Related Articles: Not Yet On the Medal Stand

 
 
From Newsweek
  • OLYMPICS

    The Road From Rome

    David Maraniss 7/26/2008 12:00:00 AM

    Avery Brundage, the Crusty Chicago businessman who ran the International Olympic Committee as his vast personal fiefdom during the middle decades of the 20th century, clung obsessively, if at times naively or hypocritically, to the notion that his movement could be free from professionalism, commercialism and politics. Any semblance of that idea is long gone now as the Beijing Olympics approach. While evocative sports stories will certainly emerge from the 2008 Summer Games, these Olympics seem destined to be remembered less for what happens in the competitions than for the surrounding atmospherics and, above all, for the simple fact that they are being staged in China. Whether Dara Torres can turn back the clock and win swimming gold at the age of 41 is a stirring question, but it's been overshadowed by political issues. How the Chinese handle their human-rights failings, the ghastly pollution in their capital city and the thousands of Western journalists clanging around looking for stories in a state known for rigid control will more likely define the Olympic days in Beijing.

  • OLYMPICS

    A Viewer’s Guide to Beijing

    Mark Starr 7/26/2008 12:00:00 AM

    From its inception, Beijing 2008 was ballyhooed as a nation's coming-out party, one that would presage the Chinese Century.
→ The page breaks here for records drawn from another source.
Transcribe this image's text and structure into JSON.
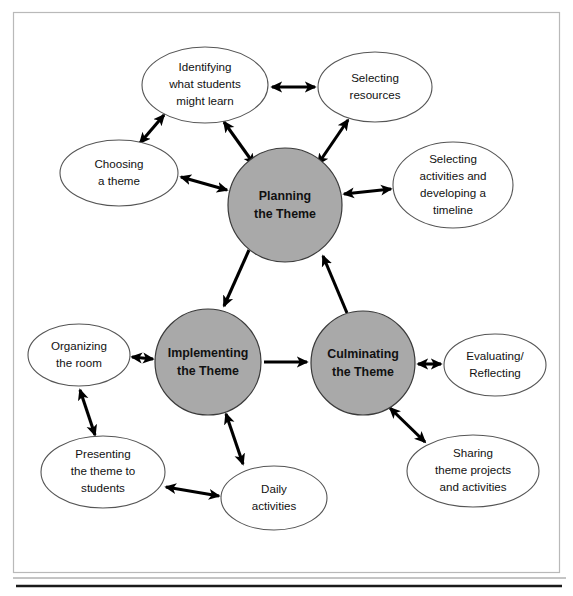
{
  "diagram": {
    "colors": {
      "core_fill": "#a9a9a9",
      "satellite_fill": "#ffffff",
      "stroke": "#000000",
      "frame": "#b9b9b9"
    },
    "core_nodes": [
      {
        "id": "planning",
        "label_line1": "Planning",
        "label_line2": "the Theme",
        "cx": 285,
        "cy": 205,
        "r": 57
      },
      {
        "id": "implementing",
        "label_line1": "Implementing",
        "label_line2": "the Theme",
        "cx": 208,
        "cy": 362,
        "r": 53
      },
      {
        "id": "culminating",
        "label_line1": "Culminating",
        "label_line2": "the Theme",
        "cx": 363,
        "cy": 363,
        "r": 52
      }
    ],
    "satellite_nodes": [
      {
        "id": "identifying",
        "lines": [
          "Identifying",
          "what students",
          "might learn"
        ],
        "cx": 205,
        "cy": 85,
        "rx": 63,
        "ry": 38
      },
      {
        "id": "selecting-resources",
        "lines": [
          "Selecting",
          "resources"
        ],
        "cx": 375,
        "cy": 87,
        "rx": 57,
        "ry": 35
      },
      {
        "id": "choosing-theme",
        "lines": [
          "Choosing",
          "a theme"
        ],
        "cx": 119,
        "cy": 173,
        "rx": 59,
        "ry": 33
      },
      {
        "id": "selecting-activities",
        "lines": [
          "Selecting",
          "activities and",
          "developing a",
          "timeline"
        ],
        "cx": 453,
        "cy": 185,
        "rx": 60,
        "ry": 43
      },
      {
        "id": "organizing-room",
        "lines": [
          "Organizing",
          "the room"
        ],
        "cx": 79,
        "cy": 355,
        "rx": 51,
        "ry": 31
      },
      {
        "id": "evaluating",
        "lines": [
          "Evaluating/",
          "Reflecting"
        ],
        "cx": 495,
        "cy": 365,
        "rx": 51,
        "ry": 31
      },
      {
        "id": "presenting",
        "lines": [
          "Presenting",
          "the theme to",
          "students"
        ],
        "cx": 103,
        "cy": 472,
        "rx": 62,
        "ry": 36
      },
      {
        "id": "daily-activities",
        "lines": [
          "Daily",
          "activities"
        ],
        "cx": 274,
        "cy": 498,
        "rx": 53,
        "ry": 32
      },
      {
        "id": "sharing",
        "lines": [
          "Sharing",
          "theme projects",
          "and activities"
        ],
        "cx": 473,
        "cy": 471,
        "rx": 66,
        "ry": 36
      }
    ],
    "connections": [
      {
        "from": "planning",
        "to": "implementing",
        "type": "single"
      },
      {
        "from": "culminating",
        "to": "planning",
        "type": "single"
      },
      {
        "from": "implementing",
        "to": "culminating",
        "type": "single"
      },
      {
        "from": "identifying",
        "to": "selecting-resources",
        "type": "double"
      },
      {
        "from": "identifying",
        "to": "choosing-theme",
        "type": "double"
      },
      {
        "from": "identifying",
        "to": "planning",
        "type": "double"
      },
      {
        "from": "selecting-resources",
        "to": "planning",
        "type": "double"
      },
      {
        "from": "choosing-theme",
        "to": "planning",
        "type": "double"
      },
      {
        "from": "selecting-activities",
        "to": "planning",
        "type": "double"
      },
      {
        "from": "organizing-room",
        "to": "implementing",
        "type": "double"
      },
      {
        "from": "presenting",
        "to": "organizing-room",
        "type": "double"
      },
      {
        "from": "presenting",
        "to": "daily-activities",
        "type": "double"
      },
      {
        "from": "daily-activities",
        "to": "implementing",
        "type": "double"
      },
      {
        "from": "evaluating",
        "to": "culminating",
        "type": "double"
      },
      {
        "from": "sharing",
        "to": "culminating",
        "type": "double"
      }
    ]
  }
}
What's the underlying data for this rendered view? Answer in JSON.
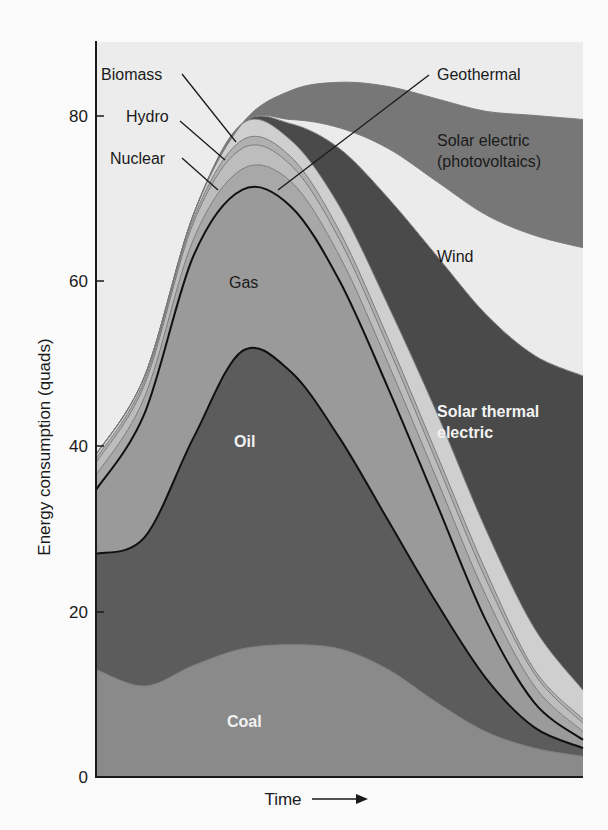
{
  "chart_data": {
    "type": "area",
    "stacked": true,
    "title": "",
    "xlabel": "Time",
    "ylabel": "Energy consumption (quads)",
    "ylim": [
      0,
      88
    ],
    "yticks": [
      0,
      20,
      40,
      60,
      80
    ],
    "x": [
      0,
      1,
      2,
      3,
      4,
      5,
      6,
      7,
      8,
      9,
      10
    ],
    "x_note": "Unlabeled time axis (arrow pointing right)",
    "grid": false,
    "series": [
      {
        "name": "Coal",
        "color": "#8a8a8a",
        "values": [
          13,
          11,
          13.5,
          15.5,
          16,
          15.5,
          13,
          9,
          5.5,
          3.5,
          2.5
        ]
      },
      {
        "name": "Oil",
        "color": "#5c5c5c",
        "values": [
          14,
          18,
          27.5,
          36,
          33,
          25.5,
          18,
          12,
          6.5,
          2.5,
          1.0
        ]
      },
      {
        "name": "Gas",
        "color": "#9a9a9a",
        "values": [
          7.7,
          15,
          22,
          19.5,
          20,
          19,
          16,
          12,
          7,
          3,
          1.0
        ]
      },
      {
        "name": "Nuclear",
        "color": "#a8a8a8",
        "values": [
          1.8,
          2,
          2,
          2.5,
          3,
          3,
          3,
          3,
          3,
          2,
          1.0
        ]
      },
      {
        "name": "Hydro",
        "color": "#bdbdbd",
        "values": [
          1.5,
          1.5,
          2,
          2.5,
          2,
          2,
          2,
          2,
          2,
          1.5,
          1.0
        ]
      },
      {
        "name": "Geothermal",
        "color": "#b0b0b0",
        "values": [
          0.5,
          0.5,
          0.5,
          1,
          1,
          1,
          1,
          1,
          1,
          0.5,
          0.5
        ]
      },
      {
        "name": "Biomass",
        "color": "#cfcfcf",
        "values": [
          0.5,
          0.5,
          0.5,
          2,
          2,
          3,
          4,
          5,
          5,
          5,
          3.5
        ]
      },
      {
        "name": "Solar thermal electric",
        "color": "#4a4a4a",
        "values": [
          0,
          0,
          0,
          0,
          2,
          7,
          13,
          19,
          26,
          33,
          38
        ]
      },
      {
        "name": "Wind",
        "color": "#ebebeb",
        "values": [
          0,
          0,
          0,
          0,
          0.5,
          2.5,
          6,
          9,
          12,
          14.5,
          15.5
        ]
      },
      {
        "name": "Solar electric (photovoltaics)",
        "color": "#777777",
        "values": [
          0,
          0,
          0,
          0,
          3.5,
          5.5,
          7.5,
          10,
          12.5,
          14.5,
          15.5
        ]
      }
    ],
    "annotations": [
      {
        "text": "Biomass",
        "type": "leader"
      },
      {
        "text": "Hydro",
        "type": "leader"
      },
      {
        "text": "Nuclear",
        "type": "leader"
      },
      {
        "text": "Geothermal",
        "type": "leader"
      },
      {
        "text": "Gas",
        "type": "inline"
      },
      {
        "text": "Oil",
        "type": "inline"
      },
      {
        "text": "Coal",
        "type": "inline"
      },
      {
        "text": "Wind",
        "type": "inline"
      },
      {
        "text": "Solar thermal electric",
        "type": "inline"
      },
      {
        "text": "Solar electric (photovoltaics)",
        "type": "inline"
      }
    ]
  },
  "axis": {
    "ylabel": "Energy consumption (quads)",
    "xlabel": "Time",
    "ticks": [
      "0",
      "20",
      "40",
      "60",
      "80"
    ]
  },
  "labels": {
    "biomass": "Biomass",
    "hydro": "Hydro",
    "nuclear": "Nuclear",
    "geothermal": "Geothermal",
    "gas": "Gas",
    "oil": "Oil",
    "coal": "Coal",
    "wind": "Wind",
    "solar_thermal_1": "Solar thermal",
    "solar_thermal_2": "electric",
    "solar_pv_1": "Solar electric",
    "solar_pv_2": "(photovoltaics)"
  },
  "colors": {
    "plot_background": "#ececec",
    "page_background": "#fbfbfb",
    "axis": "#1a1a1a"
  }
}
But you don't get your very own century without first establishing supremacy in international sports. Four years ago in Athens, China finished a surprising second in Olympic gold medals, ahead of Russia and just four behind the United States. If subsequent world titles are any indication, we might look back on Beijing 2008 as the moment when China surged past the United States in the gold-medal count for the first time—and never looked back.

  • CHINA

    China and the Olympics

    5/7/2008 12:00:00 AM

    While China wanted to use the 2008 Beijing Olympics as its coming-out party, so far the event has been used by activists to protest China's poor record over issues ranging from human rights to the environment. Republican Mitt Romney, the former governor of Massachusetts, who also served as president and CEO of the organizing committee for the Salt Lake City Winter Olympics in 2002, says China should take some action that would "signal to the world that they, as a government, are willing to listen to the concerns of the world, and at the same time recognize the interests of their local population." Romney says companies sponsoring the Beijing Olympics are very concerned that what they hoped would be a positive experience for their brand could become a negative experience. But even as these corporations show their human rights concerns publicly, and privately encourage China to take correct action, "financially, they're locked in."

  • Locking Down Tibet

    Melinda Liu 3/14/2008 12:00:00 AM

    Once again riots have exploded, shots have rung out, and blood has flowed in the streets of Lhasa. And once again the Chinese authorities' habit of overreacting threatens to keep making things worse. As police battled against angry Tibetan protestors, shops were set on fire, vehicles (including at least one tourist bus) overturned, ethnic Chinese attacked and tear gas fired into crowds in the worst civil unrest in Tibet in nearly two decades. Although these reports are extremely difficult to confirm, death toll estimates cited by Western media ranged from two to as many as 20.

  • headline

    Spin the Games

    Melinda Liu

    It wasn't your normal Chinese press conference. Last month, dozens of foreign journalists were invited to a dusty military training ground in Henan province to see the People's Liberation Army in action—specifically, Chinese combat engineers soon headed on a peacekeeping mission to Darfur. Media access to China's military is rare, but the PLA put on a good show.

  • Restrain The Riffraff

    Melinda Liu

    Nobody can pinpoint just when conspicuous consumption took over Beijing; in the course of the past decade, high-end boutiques sprang up along the avenues, German sedans started prowling the streets, and billboards have appeared flaunting "ultra-exclusive" "luxury" goods fit for "tycoons." INDULGE IN A SMALL VILLA, read one; BECOME A FOREIGN DIPLOMAT'S LANDLORD, exclaimed another.